The following is an excerpt from Ziyuan Yao's free ebook Breaking the Language Barrier: A Game-Changing Approach. The excerpt provides an in-depth analysis on how PIE helps an ESL/EFL learner to acquire both a word's pronunciation and spelling.
Why PIE?
To learn a new word, two tasks, among others, are involved: learning its pronunciation and its spelling. These two tasks are related, and choosing which to do first makes a lot of difference. If we learn spelling first, we'd be memorizing a (usually long) sequence of letters, which is as tedious as remembering a long telephone number. But if we learn pronunciation first, we'd be memorizing a much shorter sequence of syllables, which can be done in a breeze; then pronunciation can serve as a good catalyst for the subsequent memorization of spelling.
Therefore pronunciation plays a prominent role in word acquisition, and it is worthwhile finding out a good method to learn it.
A big drawback of IPA is that, because it shows pronunciation separately from spelling, it gives the user a chance to skip learning pronunciation at all. This is especially the case when the user encounters an unknown word in reading an article: at that moment, the user cares most about the meaning of that new word, not the pronunciation, as he doesn't have a need to hear or say that word in real life in the near future. Therefore he is very likely to skip learning the word's true pronunciation in a dictionary, but instead assume a pronunciation on his own. Assuming a pronunciation will then lead to two new problems:
PIE, on the other hand, eliminates the problems discussed above. Correct pronunciation is made immediately available to the user as he scans through a word's spelling; there is no need to assume a pronunciation at all. The user will memorize the correct, complete pronunciation firmly, which in turn will facilitate memorization of the complete spelling.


## Task statement
What is needed is a copy of each line in the listing that contains "Cross".

## Records to process
************

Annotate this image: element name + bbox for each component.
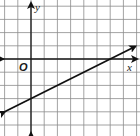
origin-label: O: [19, 61, 28, 73]
y-axis-label: y: [34, 1, 40, 13]
x-axis-label: x: [126, 61, 132, 73]
plotted-line: [5, 46, 136, 111]
coordinate-graph: x y O: [0, 0, 140, 136]
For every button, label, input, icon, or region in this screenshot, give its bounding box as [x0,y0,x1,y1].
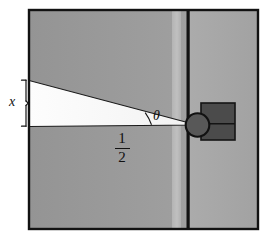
pivot-circle [186,113,210,137]
fraction-denominator: 2 [111,150,133,166]
label-x: x [9,95,15,109]
geometry-diagram [0,0,265,236]
x-measure-brace [22,80,29,126]
fraction-numerator: 1 [111,131,133,147]
scene-panel [29,10,258,229]
label-distance-fraction: 1 2 [111,131,133,166]
label-theta: θ [153,109,160,123]
figure-root: x θ 1 2 [0,0,265,236]
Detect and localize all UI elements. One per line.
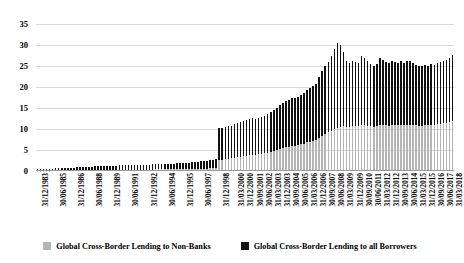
y-axis-tick-label: 20 <box>20 83 29 92</box>
legend-label-non-banks: Global Cross-Border Lending to Non-Banks <box>56 242 210 251</box>
bar-group <box>309 24 311 171</box>
bar-group <box>100 24 102 171</box>
x-axis-tick-label: 31/03/2003 <box>274 173 283 207</box>
plot-area <box>36 24 454 171</box>
bar-group <box>212 24 214 171</box>
x-axis-tick-label: 30/09/2010 <box>365 173 374 207</box>
bar-group <box>243 24 245 171</box>
bar-group <box>376 24 378 171</box>
bar-non-banks <box>273 151 275 171</box>
bar-group <box>43 24 45 171</box>
bar-group <box>149 24 151 171</box>
bar-non-banks <box>406 125 408 171</box>
bar-non-banks <box>300 144 302 171</box>
bar-non-banks <box>249 155 251 171</box>
bar-group <box>276 24 278 171</box>
bar-group <box>312 24 314 171</box>
bar-group <box>185 24 187 171</box>
bar-group <box>400 24 402 171</box>
bar-non-banks <box>334 129 336 171</box>
bar-group <box>331 24 333 171</box>
x-axis-tick-label: 31/12/1983 <box>41 173 50 207</box>
bar-non-banks <box>379 125 381 171</box>
bar-group <box>409 24 411 171</box>
bar-group <box>449 24 451 171</box>
bar-group <box>155 24 157 171</box>
bar-non-banks <box>385 125 387 171</box>
bar-group <box>61 24 63 171</box>
y-axis-tick-label: 5 <box>24 146 28 155</box>
bar-group <box>267 24 269 171</box>
x-axis-tick-label: 31/12/1989 <box>113 173 122 207</box>
bar-non-banks <box>424 125 426 171</box>
bar-non-banks <box>315 140 317 171</box>
x-axis-tick-label: 30/06/1994 <box>168 173 177 207</box>
bar-group <box>264 24 266 171</box>
bar-group <box>421 24 423 171</box>
x-axis-tick-label: 30/06/2008 <box>337 173 346 207</box>
bar-group <box>246 24 248 171</box>
bar-group <box>91 24 93 171</box>
bar-group <box>403 24 405 171</box>
x-axis-tick-label: 31/12/1995 <box>186 173 195 207</box>
bar-group <box>231 24 233 171</box>
bar-group <box>388 24 390 171</box>
bar-non-banks <box>452 121 454 171</box>
bar-non-banks <box>400 125 402 171</box>
bar-non-banks <box>443 123 445 171</box>
legend-item-all-borrowers: Global Cross-Border Lending to all Borro… <box>241 242 417 251</box>
bar-non-banks <box>446 123 448 171</box>
bar-group <box>352 24 354 171</box>
x-axis-tick-label: 30/06/2002 <box>265 173 274 207</box>
bar-group <box>128 24 130 171</box>
bar-non-banks <box>331 131 333 171</box>
bar-non-banks <box>291 146 293 171</box>
bar-group <box>324 24 326 171</box>
bar-group <box>152 24 154 171</box>
bar-group <box>373 24 375 171</box>
bar-group <box>240 24 242 171</box>
x-axis-tick-label: 31/12/1998 <box>222 173 231 207</box>
bar-group <box>337 24 339 171</box>
y-axis-labels: 05101520253035 <box>0 24 32 171</box>
bar-group <box>167 24 169 171</box>
bar-group <box>40 24 42 171</box>
bar-non-banks <box>258 154 260 171</box>
bar-group <box>188 24 190 171</box>
bar-group <box>328 24 330 171</box>
bar-group <box>137 24 139 171</box>
bar-non-banks <box>391 125 393 171</box>
bar-group <box>67 24 69 171</box>
bar-group <box>255 24 257 171</box>
bar-group <box>334 24 336 171</box>
bar-group <box>234 24 236 171</box>
x-axis-tick-label: 31/12/2015 <box>428 173 437 207</box>
bar-non-banks <box>373 127 375 171</box>
bar-group <box>394 24 396 171</box>
bar-non-banks <box>388 126 390 171</box>
x-axis-tick-label: 31/12/2009 <box>356 173 365 207</box>
bar-group <box>303 24 305 171</box>
bar-non-banks <box>349 127 351 171</box>
bar-non-banks <box>267 153 269 171</box>
bar-group <box>182 24 184 171</box>
bar-group <box>397 24 399 171</box>
x-axis-tick-label: 30/06/1985 <box>59 173 68 207</box>
bar-group <box>237 24 239 171</box>
bar-group <box>249 24 251 171</box>
chart-legend: Global Cross-Border Lending to Non-Banks… <box>0 236 460 256</box>
x-axis-tick-label: 30/06/2005 <box>301 173 310 207</box>
bar-group <box>52 24 54 171</box>
bar-group <box>367 24 369 171</box>
bar-group <box>85 24 87 171</box>
bar-non-banks <box>346 127 348 171</box>
bar-group <box>297 24 299 171</box>
bar-group <box>452 24 454 171</box>
x-axis-tick-label: 30/09/2001 <box>256 173 265 207</box>
x-axis-tick-label: 31/12/2012 <box>392 173 401 207</box>
bar-non-banks <box>394 125 396 171</box>
bar-non-banks <box>252 155 254 171</box>
bar-group <box>194 24 196 171</box>
bar-group <box>112 24 114 171</box>
x-axis-line <box>36 170 454 171</box>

************

## Response area
legend-label-non-banks: Global Cross-Border Lending to Non-Banks <box>56 242 210 251</box>
legend-item-all-borrowers: Global Cross-Border Lending to all Borro… <box>241 242 417 251</box>
chart-legend: Global Cross-Border Lending to Non-Banks… <box>0 236 460 256</box>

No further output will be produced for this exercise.